'He did not do anything wrong. There was no crime and no evidence'
'Every report I filed for Rediff.com on the professor's incarceration, would leave me wondering for days, at the depth of the State's malevolence towards this disabled professor, and his equally deep capacity to tolerate it,' recalls Jyoti Punwani.' 'No country in the world would do what our country was doing to someone so helpless.'
The Supreme Court on Friday refused to stay the Bombay high court order acquitting Delhi University Professor G N Saibaba in a case relating to his alleged Maoist links.
'In the history of Maharashtra this is the first case in which all the persons chargesheeted were all convicted under all the sections they were charged with, and sentenced to life.'
In the Nagpur Central Jail, a COVID-19 patient who has been complaining since the last 10 days of high fever, breathlessness, joint pain, cold and sore throat, is being treated in jail quarantine. The prisoner is Professor G N Saibaba, 90% handicapped, wheelchair-bound, with a damaged heart and pancreas; dependent on others even for his essential bodily functions.
'Saibaba has 19 ailments, including severe heart and kidney problems.' 'Even healthy persons find their systems failing after Covid.' 'What will happen to someone like Saibaba?', Professor G N Saibaba's wife asks Jyoti Punwani.
Despite being 90% handicapped, suffering from multiple ailments and dependent on a wheelchair, the former Delhi University professor has not been able to step out of the anda cell of the Nagpur Jail at all since his conviction.
'People accused of mass murder and worse are let out on medical grounds.' 'Saibaba is now 100% handicapped, and has committed no murder, yet he is not allowed to come out.'
Right from his arrest in May 2014, the Nagpur jail authorities have denied Professor Saibaba his basic rights, even flouting court orders in the process.
When Hadiya Standing her ground In the courtroom was compelled to beg: 'I want freedom' I ceased to breathe in my prison cell
The sad thing is that They don't know how to make me die
'Those giving voice to the voiceless should be welcomed, not punished.' 'Yes, I paid a price -- 10 years in jail -- but it wasn't only me who did so. There are many paying the price.'
The SC, however, rejected NIA's request for immediate stay to the order.
In Nagpur Central Jail's 'Anda Cell' languishes a 90% disabled, ailing, professor, sentenced to life imprisonment for Maoist links.
'He has not done any harm to anyone. Yet you give him life imprisonment.' 'We were told to respect the Constitution. That is what Sai is doing; he is not doing anything beyond the Constitution.'
It took a five-day hunger strike by the former Delhi University professor, in jail without a break for five years after being convicted of links with Maoists, for the jail administration to agree to his request for a water bottle.
'If a Delhi University professor's rights can be violated so easily, then think about what the rest of the population, with even lesser means, has to suffer under the State.'
The callousness with which these political dissidents are being treated goes against the Supreme Court's directive, given right at the beginning of the lockdown. The apex court had directed states to release prisoners to decongest jails, which had become hotspots of the coronavirus.
'How can we be silent when we see millions of Adivasis being displaced? Do we have a choice whether to speak or not?' 'My treatment this time was worse. Last time at least they didn't deny me medicines; those bought from outside were given to me. This time, even medicines bought at my expense were not given to me.'
In one village, a woman asks, "They are always showing cash seizures on television, you think some of it will escape and we will get money as usual?" "Only 1 percent of cash is actually seized, the rest has arrived, you don't worry," a party worker assures her. Rediff.com's A Ganesh Nadar reports on the election in the southern-most tip of the country.
'People are beaten at the slightest provocation, paraded completely naked and then tortured. Did you know the number of prison deaths is the highest in Maharashtra? The one year I was in jail, 98 prisoners died.' 'The judges did warn the jail authorities, but they didn't care. They even violated the high court's order regarding my treatment. One judge asked my lawyer: "Can I go and implement my orders there?"' Professor G N Saibaba, who is 90 per cent handicapped, speaks of his ordeal in a Nagpur jail after being arrested for protesting against the Centre's anti-Naxal and anti-Adivasi campaign.
Veteran Telugu film producer Dr Daggubbati Ramanaidu passed away into the ages on February 18. In an interview he had granted Rediff.com in September 2010, he tells us how he started making movies.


* REQUIREMENT *
Given the listing below, the answer must be only the number of lines containing the string "swatch".

******************************

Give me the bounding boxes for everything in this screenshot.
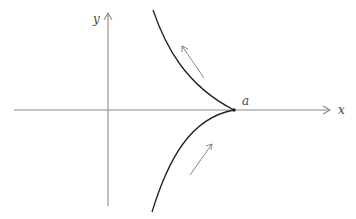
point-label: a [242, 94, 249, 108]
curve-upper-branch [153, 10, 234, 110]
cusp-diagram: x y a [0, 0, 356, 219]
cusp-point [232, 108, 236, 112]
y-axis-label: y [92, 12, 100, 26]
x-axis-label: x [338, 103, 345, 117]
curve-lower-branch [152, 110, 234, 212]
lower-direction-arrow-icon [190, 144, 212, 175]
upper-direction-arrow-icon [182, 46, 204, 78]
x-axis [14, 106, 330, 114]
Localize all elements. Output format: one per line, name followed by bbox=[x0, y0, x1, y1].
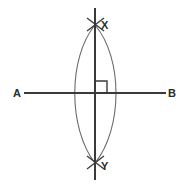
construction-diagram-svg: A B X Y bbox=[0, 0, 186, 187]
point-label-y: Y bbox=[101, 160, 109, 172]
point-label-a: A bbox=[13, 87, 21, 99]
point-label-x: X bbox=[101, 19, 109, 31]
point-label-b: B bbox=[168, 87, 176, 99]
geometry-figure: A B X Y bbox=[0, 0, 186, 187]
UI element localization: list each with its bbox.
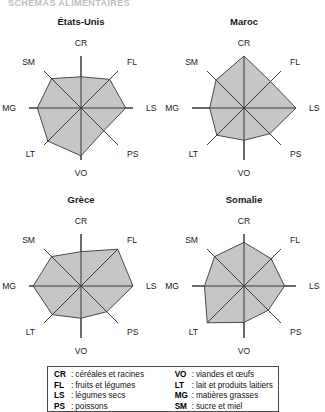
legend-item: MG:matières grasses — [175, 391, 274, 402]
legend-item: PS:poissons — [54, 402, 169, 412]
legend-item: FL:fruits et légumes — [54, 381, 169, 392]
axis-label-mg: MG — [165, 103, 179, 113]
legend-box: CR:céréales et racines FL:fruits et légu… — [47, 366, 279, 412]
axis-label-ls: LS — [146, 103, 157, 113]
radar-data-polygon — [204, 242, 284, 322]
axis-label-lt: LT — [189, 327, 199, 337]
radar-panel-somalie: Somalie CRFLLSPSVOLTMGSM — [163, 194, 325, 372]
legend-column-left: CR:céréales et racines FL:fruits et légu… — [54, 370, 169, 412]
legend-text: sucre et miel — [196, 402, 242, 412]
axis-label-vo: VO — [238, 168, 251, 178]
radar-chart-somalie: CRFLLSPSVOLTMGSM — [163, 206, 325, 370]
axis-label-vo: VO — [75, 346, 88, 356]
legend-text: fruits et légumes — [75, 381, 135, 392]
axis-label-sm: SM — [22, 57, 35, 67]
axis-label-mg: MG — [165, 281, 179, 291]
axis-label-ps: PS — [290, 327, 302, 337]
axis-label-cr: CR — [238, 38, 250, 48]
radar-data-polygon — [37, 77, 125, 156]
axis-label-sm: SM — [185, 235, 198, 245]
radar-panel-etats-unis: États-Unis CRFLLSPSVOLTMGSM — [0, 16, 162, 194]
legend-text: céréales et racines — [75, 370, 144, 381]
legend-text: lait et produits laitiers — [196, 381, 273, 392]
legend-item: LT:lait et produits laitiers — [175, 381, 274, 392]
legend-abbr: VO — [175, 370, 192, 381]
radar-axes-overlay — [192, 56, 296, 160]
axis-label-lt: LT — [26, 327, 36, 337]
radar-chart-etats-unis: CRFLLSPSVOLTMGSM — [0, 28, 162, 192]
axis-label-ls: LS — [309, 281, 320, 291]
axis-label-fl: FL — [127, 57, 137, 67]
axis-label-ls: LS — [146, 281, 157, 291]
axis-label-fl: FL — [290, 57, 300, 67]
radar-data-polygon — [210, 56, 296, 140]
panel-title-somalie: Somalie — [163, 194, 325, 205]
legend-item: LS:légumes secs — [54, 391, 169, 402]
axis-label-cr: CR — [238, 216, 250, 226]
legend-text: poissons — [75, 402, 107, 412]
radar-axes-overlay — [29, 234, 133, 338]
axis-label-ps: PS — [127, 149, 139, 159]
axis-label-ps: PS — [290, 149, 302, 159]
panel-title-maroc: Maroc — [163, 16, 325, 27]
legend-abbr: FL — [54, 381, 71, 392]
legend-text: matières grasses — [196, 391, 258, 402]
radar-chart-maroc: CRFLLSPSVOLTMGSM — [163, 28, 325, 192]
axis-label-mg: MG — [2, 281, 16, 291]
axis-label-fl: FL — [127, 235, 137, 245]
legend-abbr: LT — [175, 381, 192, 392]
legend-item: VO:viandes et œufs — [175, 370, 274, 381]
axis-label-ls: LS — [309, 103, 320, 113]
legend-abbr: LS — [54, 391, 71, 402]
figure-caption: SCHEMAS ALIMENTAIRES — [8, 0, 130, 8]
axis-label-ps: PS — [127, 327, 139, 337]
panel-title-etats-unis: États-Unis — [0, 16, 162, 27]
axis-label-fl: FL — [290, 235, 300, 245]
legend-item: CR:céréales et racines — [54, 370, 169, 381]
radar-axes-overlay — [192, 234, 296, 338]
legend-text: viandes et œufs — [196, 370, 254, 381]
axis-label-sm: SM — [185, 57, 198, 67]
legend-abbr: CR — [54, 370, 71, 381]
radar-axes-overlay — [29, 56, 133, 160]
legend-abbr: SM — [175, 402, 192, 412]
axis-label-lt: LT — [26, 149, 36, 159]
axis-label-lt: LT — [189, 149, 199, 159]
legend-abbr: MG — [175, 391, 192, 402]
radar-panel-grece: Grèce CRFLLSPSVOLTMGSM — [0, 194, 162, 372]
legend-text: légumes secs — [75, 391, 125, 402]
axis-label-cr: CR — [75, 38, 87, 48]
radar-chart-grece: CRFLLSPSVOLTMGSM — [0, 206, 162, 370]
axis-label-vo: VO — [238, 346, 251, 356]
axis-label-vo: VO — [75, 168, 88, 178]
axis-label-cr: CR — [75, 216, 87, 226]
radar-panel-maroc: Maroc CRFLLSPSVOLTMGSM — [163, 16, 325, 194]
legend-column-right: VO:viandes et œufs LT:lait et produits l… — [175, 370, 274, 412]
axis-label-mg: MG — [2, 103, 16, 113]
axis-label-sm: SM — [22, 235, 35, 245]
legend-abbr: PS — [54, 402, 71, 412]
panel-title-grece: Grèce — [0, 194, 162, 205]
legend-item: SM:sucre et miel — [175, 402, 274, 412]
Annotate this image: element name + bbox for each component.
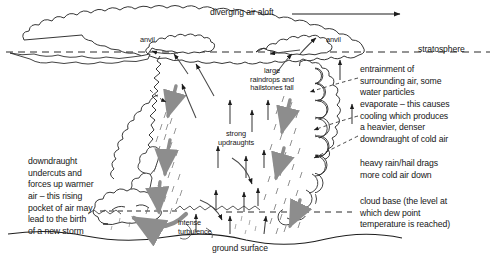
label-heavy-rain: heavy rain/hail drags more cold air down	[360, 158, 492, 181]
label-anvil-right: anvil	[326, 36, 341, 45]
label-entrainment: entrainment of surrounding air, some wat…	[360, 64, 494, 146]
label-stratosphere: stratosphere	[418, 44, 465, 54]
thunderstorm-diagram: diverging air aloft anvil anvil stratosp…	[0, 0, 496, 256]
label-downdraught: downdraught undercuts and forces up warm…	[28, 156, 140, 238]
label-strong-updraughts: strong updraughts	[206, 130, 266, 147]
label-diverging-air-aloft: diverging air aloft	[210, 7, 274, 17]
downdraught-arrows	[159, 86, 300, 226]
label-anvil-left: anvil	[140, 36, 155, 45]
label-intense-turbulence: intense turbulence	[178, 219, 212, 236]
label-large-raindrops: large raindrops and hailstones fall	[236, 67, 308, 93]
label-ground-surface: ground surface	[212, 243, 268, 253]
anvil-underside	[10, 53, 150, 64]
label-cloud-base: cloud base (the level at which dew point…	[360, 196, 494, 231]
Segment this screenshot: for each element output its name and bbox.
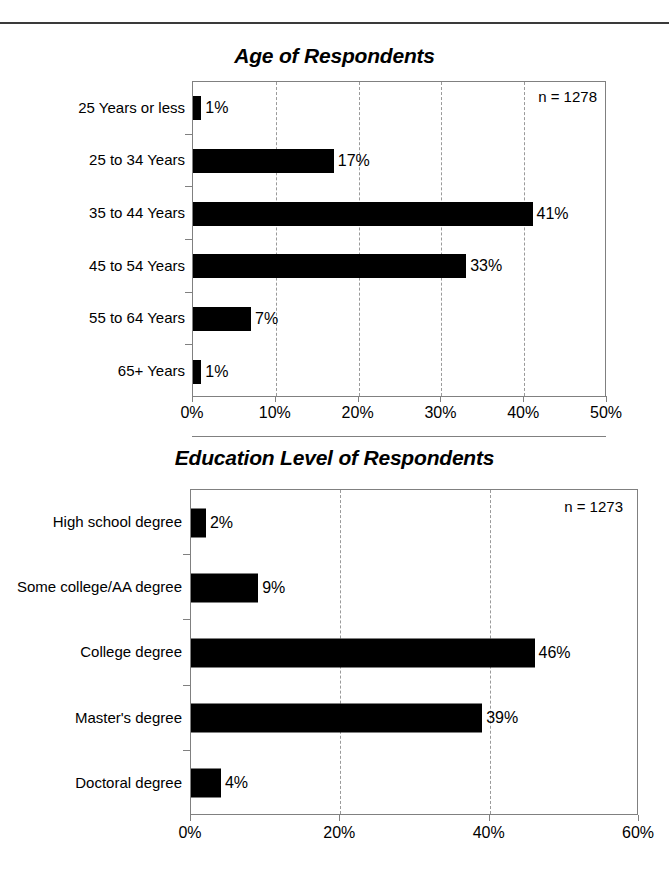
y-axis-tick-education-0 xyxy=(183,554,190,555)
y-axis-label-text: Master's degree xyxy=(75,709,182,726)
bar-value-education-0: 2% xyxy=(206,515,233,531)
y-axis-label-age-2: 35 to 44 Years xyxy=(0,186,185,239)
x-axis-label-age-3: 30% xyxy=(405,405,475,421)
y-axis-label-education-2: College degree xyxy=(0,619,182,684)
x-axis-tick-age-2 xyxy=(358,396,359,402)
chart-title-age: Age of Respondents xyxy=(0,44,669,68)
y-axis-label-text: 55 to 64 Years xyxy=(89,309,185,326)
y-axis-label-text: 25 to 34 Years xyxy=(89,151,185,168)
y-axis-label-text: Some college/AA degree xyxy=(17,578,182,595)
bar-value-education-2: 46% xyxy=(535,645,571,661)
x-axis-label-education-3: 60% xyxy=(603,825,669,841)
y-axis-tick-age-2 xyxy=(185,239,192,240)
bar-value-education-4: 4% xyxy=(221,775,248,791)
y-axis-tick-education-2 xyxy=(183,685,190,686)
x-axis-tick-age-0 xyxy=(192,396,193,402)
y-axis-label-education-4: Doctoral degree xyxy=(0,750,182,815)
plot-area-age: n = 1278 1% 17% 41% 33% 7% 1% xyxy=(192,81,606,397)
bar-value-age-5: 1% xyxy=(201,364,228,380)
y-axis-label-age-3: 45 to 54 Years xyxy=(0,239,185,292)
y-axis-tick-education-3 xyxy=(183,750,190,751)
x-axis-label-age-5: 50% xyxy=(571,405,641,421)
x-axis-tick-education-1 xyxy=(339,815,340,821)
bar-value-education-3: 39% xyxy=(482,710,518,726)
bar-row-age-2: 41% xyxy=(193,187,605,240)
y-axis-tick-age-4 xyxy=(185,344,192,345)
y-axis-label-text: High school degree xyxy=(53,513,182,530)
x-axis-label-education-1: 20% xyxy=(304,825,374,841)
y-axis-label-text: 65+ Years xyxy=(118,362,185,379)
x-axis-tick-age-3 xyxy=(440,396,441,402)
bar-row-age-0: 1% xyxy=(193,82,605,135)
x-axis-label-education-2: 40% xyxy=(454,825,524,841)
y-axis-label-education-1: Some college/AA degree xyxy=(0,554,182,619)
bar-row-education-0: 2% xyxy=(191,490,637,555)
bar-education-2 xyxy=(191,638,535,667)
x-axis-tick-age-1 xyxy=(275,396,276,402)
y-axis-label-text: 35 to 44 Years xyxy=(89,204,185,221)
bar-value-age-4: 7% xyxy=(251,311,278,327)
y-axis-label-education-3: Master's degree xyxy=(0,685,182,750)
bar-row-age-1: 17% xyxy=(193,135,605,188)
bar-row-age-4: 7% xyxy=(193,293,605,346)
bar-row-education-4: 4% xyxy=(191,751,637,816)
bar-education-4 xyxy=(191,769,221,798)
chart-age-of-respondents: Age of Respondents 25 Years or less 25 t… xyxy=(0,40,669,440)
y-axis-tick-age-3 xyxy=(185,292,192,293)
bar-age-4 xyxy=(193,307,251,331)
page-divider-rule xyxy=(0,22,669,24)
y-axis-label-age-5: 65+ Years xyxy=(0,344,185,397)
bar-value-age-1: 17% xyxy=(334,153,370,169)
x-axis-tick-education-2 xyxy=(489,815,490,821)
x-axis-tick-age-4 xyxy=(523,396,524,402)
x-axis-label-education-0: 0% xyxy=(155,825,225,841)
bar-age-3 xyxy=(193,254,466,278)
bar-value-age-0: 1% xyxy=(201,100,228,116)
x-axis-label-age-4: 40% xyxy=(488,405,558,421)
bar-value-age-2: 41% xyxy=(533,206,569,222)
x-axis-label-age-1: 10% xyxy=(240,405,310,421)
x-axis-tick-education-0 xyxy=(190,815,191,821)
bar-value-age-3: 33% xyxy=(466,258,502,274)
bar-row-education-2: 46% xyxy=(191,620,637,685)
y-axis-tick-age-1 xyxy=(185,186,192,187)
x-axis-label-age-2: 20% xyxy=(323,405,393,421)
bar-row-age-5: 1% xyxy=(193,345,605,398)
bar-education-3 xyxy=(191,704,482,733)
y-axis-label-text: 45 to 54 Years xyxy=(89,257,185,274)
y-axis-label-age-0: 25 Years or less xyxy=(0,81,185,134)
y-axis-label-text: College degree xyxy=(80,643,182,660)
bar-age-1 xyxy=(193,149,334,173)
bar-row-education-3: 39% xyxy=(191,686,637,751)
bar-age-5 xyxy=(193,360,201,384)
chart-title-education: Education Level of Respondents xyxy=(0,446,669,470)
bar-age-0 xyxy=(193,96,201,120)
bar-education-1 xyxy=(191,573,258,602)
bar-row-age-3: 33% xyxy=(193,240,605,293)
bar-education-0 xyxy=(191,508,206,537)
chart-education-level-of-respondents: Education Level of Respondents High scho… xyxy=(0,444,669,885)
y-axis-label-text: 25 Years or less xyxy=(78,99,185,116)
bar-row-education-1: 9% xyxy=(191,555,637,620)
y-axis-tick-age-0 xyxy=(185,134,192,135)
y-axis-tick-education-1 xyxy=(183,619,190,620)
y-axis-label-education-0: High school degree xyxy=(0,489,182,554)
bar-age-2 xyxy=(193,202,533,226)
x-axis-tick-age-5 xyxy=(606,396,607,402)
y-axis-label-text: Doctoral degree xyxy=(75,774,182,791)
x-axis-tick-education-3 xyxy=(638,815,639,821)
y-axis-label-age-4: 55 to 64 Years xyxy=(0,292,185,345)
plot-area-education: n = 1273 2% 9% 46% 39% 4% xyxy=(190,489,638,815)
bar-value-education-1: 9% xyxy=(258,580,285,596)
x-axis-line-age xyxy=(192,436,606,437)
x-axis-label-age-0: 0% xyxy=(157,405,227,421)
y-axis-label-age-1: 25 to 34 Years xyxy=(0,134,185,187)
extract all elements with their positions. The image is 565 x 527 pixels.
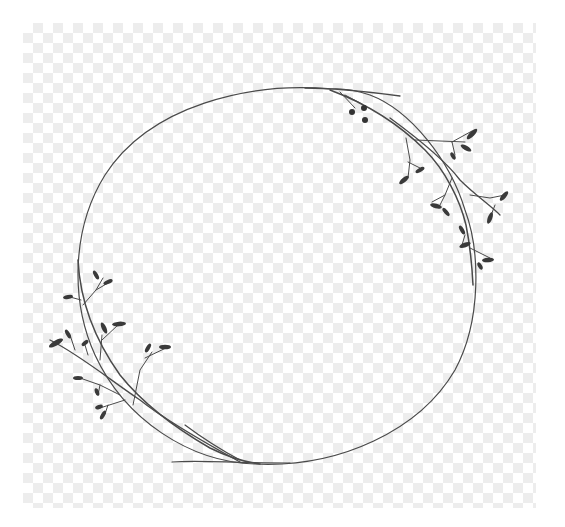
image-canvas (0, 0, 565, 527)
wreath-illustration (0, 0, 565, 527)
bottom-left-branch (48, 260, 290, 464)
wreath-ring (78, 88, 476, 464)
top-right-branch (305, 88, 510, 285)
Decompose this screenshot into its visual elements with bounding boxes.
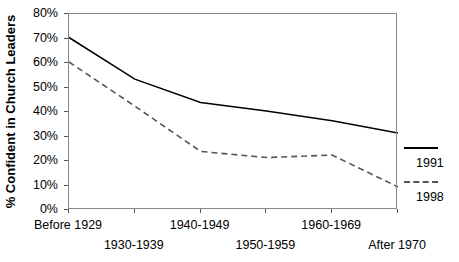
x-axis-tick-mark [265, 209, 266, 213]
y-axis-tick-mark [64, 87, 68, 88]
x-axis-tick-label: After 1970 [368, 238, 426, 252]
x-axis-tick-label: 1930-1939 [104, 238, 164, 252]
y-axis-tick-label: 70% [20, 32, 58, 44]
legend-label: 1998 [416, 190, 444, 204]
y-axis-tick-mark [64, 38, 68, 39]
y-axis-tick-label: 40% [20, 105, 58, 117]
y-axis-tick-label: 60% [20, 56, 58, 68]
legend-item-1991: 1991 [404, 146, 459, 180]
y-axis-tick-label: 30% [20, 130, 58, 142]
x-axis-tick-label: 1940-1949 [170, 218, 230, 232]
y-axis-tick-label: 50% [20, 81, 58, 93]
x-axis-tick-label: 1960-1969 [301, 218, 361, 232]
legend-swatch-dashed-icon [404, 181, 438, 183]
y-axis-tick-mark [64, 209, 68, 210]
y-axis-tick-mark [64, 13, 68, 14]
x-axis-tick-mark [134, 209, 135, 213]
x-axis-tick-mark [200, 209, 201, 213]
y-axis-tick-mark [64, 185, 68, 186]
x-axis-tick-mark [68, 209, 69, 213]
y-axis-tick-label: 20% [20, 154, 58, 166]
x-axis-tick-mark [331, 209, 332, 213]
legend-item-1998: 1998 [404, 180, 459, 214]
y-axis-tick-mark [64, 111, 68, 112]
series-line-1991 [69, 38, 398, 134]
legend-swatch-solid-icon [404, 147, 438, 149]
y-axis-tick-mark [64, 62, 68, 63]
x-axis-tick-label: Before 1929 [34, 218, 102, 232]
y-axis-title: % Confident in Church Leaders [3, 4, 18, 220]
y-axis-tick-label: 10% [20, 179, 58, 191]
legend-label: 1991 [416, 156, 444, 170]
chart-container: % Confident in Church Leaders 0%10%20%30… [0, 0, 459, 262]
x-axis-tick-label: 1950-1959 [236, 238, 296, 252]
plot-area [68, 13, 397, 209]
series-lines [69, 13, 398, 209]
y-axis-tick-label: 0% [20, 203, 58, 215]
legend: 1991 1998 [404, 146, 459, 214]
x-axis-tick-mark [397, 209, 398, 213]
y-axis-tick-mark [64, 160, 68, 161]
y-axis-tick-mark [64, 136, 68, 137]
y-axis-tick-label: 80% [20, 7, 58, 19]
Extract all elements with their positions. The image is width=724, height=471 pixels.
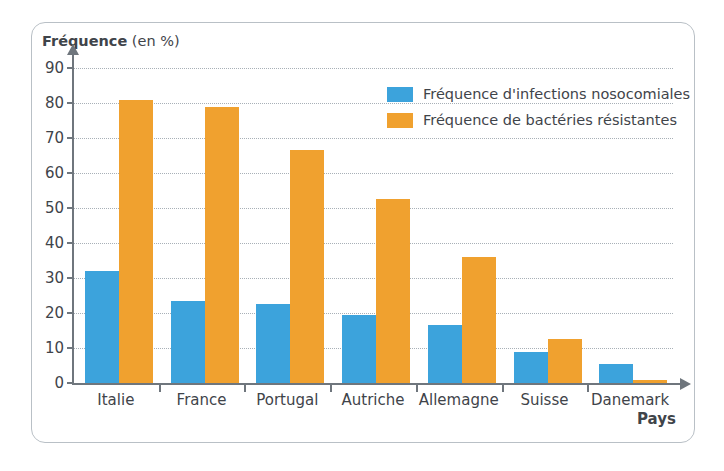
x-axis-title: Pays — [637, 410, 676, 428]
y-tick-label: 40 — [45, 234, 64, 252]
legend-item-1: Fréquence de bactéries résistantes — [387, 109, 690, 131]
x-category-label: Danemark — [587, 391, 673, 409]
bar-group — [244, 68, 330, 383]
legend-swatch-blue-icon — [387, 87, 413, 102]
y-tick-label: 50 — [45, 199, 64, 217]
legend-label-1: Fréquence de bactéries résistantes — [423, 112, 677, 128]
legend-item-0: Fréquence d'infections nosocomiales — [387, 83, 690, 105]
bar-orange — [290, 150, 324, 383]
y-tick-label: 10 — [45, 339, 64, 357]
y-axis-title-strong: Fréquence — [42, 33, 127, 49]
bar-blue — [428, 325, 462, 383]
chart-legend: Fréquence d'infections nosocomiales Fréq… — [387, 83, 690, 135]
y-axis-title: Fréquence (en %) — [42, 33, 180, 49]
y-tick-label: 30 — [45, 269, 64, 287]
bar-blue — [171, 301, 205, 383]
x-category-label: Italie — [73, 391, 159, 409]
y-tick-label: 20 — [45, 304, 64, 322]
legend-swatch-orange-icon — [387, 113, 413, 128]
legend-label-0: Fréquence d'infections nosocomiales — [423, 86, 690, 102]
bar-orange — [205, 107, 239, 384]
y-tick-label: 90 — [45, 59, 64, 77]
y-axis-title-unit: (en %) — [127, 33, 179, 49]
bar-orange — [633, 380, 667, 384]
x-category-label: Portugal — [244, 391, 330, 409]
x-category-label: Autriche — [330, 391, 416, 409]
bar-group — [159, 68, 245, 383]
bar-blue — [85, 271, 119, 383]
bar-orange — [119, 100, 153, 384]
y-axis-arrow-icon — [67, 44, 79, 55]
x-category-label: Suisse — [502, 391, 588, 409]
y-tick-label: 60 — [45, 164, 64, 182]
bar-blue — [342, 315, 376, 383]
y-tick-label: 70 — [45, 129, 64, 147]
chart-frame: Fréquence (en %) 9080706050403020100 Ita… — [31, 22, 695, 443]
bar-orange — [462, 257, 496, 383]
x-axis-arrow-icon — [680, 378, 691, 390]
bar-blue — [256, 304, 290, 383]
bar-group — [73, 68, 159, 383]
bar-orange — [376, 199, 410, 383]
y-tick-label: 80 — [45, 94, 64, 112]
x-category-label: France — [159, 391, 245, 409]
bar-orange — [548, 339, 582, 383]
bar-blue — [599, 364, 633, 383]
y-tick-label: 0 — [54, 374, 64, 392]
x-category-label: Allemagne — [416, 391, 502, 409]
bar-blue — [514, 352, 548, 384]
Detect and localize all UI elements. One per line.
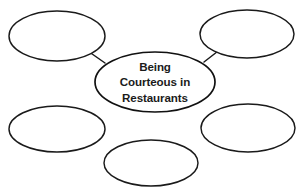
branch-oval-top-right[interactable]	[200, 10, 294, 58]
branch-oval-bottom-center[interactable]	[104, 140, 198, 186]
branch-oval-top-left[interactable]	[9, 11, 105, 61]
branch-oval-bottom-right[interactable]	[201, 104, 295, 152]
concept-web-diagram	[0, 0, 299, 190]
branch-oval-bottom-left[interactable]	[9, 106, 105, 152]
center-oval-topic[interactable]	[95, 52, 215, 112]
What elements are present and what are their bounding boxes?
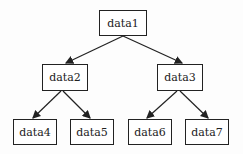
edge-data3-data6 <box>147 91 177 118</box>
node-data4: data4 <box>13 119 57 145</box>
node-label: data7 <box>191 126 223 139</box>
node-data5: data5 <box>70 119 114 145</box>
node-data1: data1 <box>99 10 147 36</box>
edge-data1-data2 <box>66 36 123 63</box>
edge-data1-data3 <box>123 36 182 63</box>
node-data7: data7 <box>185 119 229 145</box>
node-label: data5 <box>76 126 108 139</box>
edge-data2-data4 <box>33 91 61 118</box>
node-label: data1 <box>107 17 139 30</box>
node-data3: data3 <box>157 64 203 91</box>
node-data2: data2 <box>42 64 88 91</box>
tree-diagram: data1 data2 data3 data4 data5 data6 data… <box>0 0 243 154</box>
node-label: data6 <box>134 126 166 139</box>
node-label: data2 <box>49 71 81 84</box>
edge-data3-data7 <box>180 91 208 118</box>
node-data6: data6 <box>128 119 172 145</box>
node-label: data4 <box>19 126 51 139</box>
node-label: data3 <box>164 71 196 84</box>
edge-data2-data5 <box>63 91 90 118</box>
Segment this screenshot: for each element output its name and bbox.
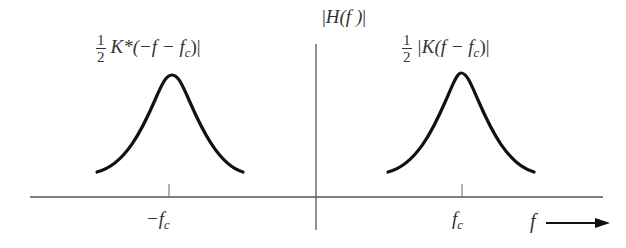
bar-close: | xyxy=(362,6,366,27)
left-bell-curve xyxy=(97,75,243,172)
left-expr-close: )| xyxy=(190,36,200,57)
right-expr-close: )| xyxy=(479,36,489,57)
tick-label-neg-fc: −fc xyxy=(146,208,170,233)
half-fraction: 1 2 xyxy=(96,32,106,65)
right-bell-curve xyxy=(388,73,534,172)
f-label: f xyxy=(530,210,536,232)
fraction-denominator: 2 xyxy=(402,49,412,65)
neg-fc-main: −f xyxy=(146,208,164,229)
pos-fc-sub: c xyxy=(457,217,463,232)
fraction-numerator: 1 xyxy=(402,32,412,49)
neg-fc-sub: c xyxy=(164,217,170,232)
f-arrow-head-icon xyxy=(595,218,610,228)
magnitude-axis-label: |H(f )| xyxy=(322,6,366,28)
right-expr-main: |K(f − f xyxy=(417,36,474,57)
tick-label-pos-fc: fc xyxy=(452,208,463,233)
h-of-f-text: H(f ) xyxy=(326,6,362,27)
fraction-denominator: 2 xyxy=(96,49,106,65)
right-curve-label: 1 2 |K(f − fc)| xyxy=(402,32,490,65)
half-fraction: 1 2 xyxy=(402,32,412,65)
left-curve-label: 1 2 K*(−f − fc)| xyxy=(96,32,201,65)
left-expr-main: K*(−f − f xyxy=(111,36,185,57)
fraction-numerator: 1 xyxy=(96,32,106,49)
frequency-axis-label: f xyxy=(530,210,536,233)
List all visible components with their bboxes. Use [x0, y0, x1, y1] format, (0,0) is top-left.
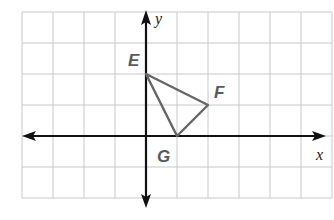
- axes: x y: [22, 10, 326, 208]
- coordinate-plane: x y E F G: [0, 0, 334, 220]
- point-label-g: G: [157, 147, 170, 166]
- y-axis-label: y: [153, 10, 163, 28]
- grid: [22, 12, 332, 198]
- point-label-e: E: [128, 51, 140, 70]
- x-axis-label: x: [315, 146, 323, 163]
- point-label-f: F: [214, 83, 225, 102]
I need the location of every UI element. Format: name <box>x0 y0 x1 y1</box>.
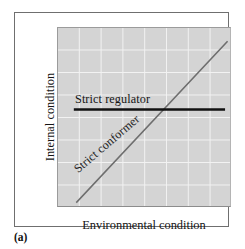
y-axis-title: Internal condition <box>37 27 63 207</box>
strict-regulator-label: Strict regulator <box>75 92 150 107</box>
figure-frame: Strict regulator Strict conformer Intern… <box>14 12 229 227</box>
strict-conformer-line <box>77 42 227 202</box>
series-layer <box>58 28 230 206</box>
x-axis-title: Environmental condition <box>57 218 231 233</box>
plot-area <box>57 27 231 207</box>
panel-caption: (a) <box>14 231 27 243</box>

******************************

* WORKED SOLUTION *
4